1)
She had dark hair and dark eyes and she always knew what to do.
She was strong and brave and she would fight to the ends of the Earth to save it.
(Well, almost.)
And she was smart. So, so smart. Almost as smart as her partner. He would have given anything in the world to look at a room and see what she saw. To think on his feet like her. To have a whole room of people admire him.
He admired her. He could tease and joke, and she would roll her eyes. She would tell him he's an idiot, but she said it with that smile, and he didn't even care. And when they kissed, he wished her phone would never ring.
(It always did.)
He was her distraction. Even when she was in a foul mood, he could always get her to laugh. She would talk about the case, about Skulduggery, about her family. She would unload and make it sound like saving the world was like a busy day at the office.
Nothing ever fazed her. No one ever fazed her. When they would walk into places together, people would turn and whisper.
And maybe all that attention went to her head.
And he couldn't even stay mad, even when his heart felt like it wasn't beating. And he knew, knew, knew she blamed him.
Because it was never her messing things up.
2)
He doesn't remember the color of her hair. He couldn't see it in the dark club, so he decided she was blond. Blond with blue eyes and a big wide grin.
(He supposed it didn't matter.)
He stared at the ceiling, his bed smelling like perfume.
He remembered the way she bit at his neck, and he fingered the bruises.
She told him not to call her Valerie.
He wondered what her name was.
He decided on Lilly.
He stared at the ceiling and felt empty inside.
3)
The first time he saw her, she is lying on the floor and probably dead. He grabs her arm and suddenly they were in the cool, clean air.
She wasn't dead, and she looked at him like he was god. It wasn't a bad feeling. Her hands shook and she held onto his arm, and asked if she had died. He laughed, and she looked a little annoyed.
He liked her accent. He liked everything about her. The way she would hum as she baked, the fact that she baked, her accent, the way she was so happy and nice, that she would tell him when she was nervous. She was so normal.
They drank together, giggling and trying to play board games. He used to lose at Scrabble, but would beat her almost every time at Monopoly. Her apartment had a drawer, a counter, a coat hook for him. He was very much in her life.
It was a nice change. It was nice. She was nice. He could see himself with her for a long, long time.
She told him she loved him. (And doesn't take it back.)
She tried to kill him.
1.5)
He told himself she was different. The same hair, eyes, grin. But he imagined there was something softer about her, around the edges. She shut her phone off when she was with him, looked him in the eyes and nodded when he talked.
But she was still…
Sometimes, he could see it. In the way she snapped when she was irritable, the way she was devoted—to her family, this time. To the ends of the Earth for them.
He convinced himself she was different. She made herself different. And he thought it was the trying that made her not.
She painted her nails. She gossiped about her friends. She asked him about his life.
And then she stepped up to save the world, and he was almost glad when people gave her dirty looks, scorned her. Because then, then, she wouldn't find someone else to run off with.
He thought he was a bad person as she kissed him.
He supposed it didn't matter when he found her dead on the stairs.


- INSTRUCTIONS FOR THE TASK -
Each entry that follows should be set down precisely, with its pictures removed.

Entries from a visual dataset:

--- --- ---

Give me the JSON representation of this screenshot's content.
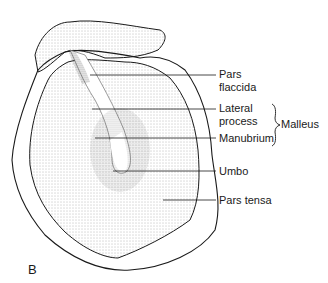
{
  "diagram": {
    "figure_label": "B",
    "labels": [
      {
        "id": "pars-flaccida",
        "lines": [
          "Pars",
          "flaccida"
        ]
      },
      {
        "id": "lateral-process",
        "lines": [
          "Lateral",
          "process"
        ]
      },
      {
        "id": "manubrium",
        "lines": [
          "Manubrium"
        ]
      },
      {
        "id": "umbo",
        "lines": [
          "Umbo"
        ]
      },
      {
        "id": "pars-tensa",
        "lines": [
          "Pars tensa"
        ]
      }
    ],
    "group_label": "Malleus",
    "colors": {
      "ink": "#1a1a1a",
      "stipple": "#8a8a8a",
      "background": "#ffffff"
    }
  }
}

--- --- ---

- TASK SOLUTION -
Give me the JSON representation of this screenshot's content.
{
  "diagram": {
    "figure_label": "B",
    "labels": [
      {
        "id": "pars-flaccida",
        "lines": [
          "Pars",
          "flaccida"
        ]
      },
      {
        "id": "lateral-process",
        "lines": [
          "Lateral",
          "process"
        ]
      },
      {
        "id": "manubrium",
        "lines": [
          "Manubrium"
        ]
      },
      {
        "id": "umbo",
        "lines": [
          "Umbo"
        ]
      },
      {
        "id": "pars-tensa",
        "lines": [
          "Pars tensa"
        ]
      }
    ],
    "group_label": "Malleus",
    "colors": {
      "ink": "#1a1a1a",
      "stipple": "#8a8a8a",
      "background": "#ffffff"
    }
  }
}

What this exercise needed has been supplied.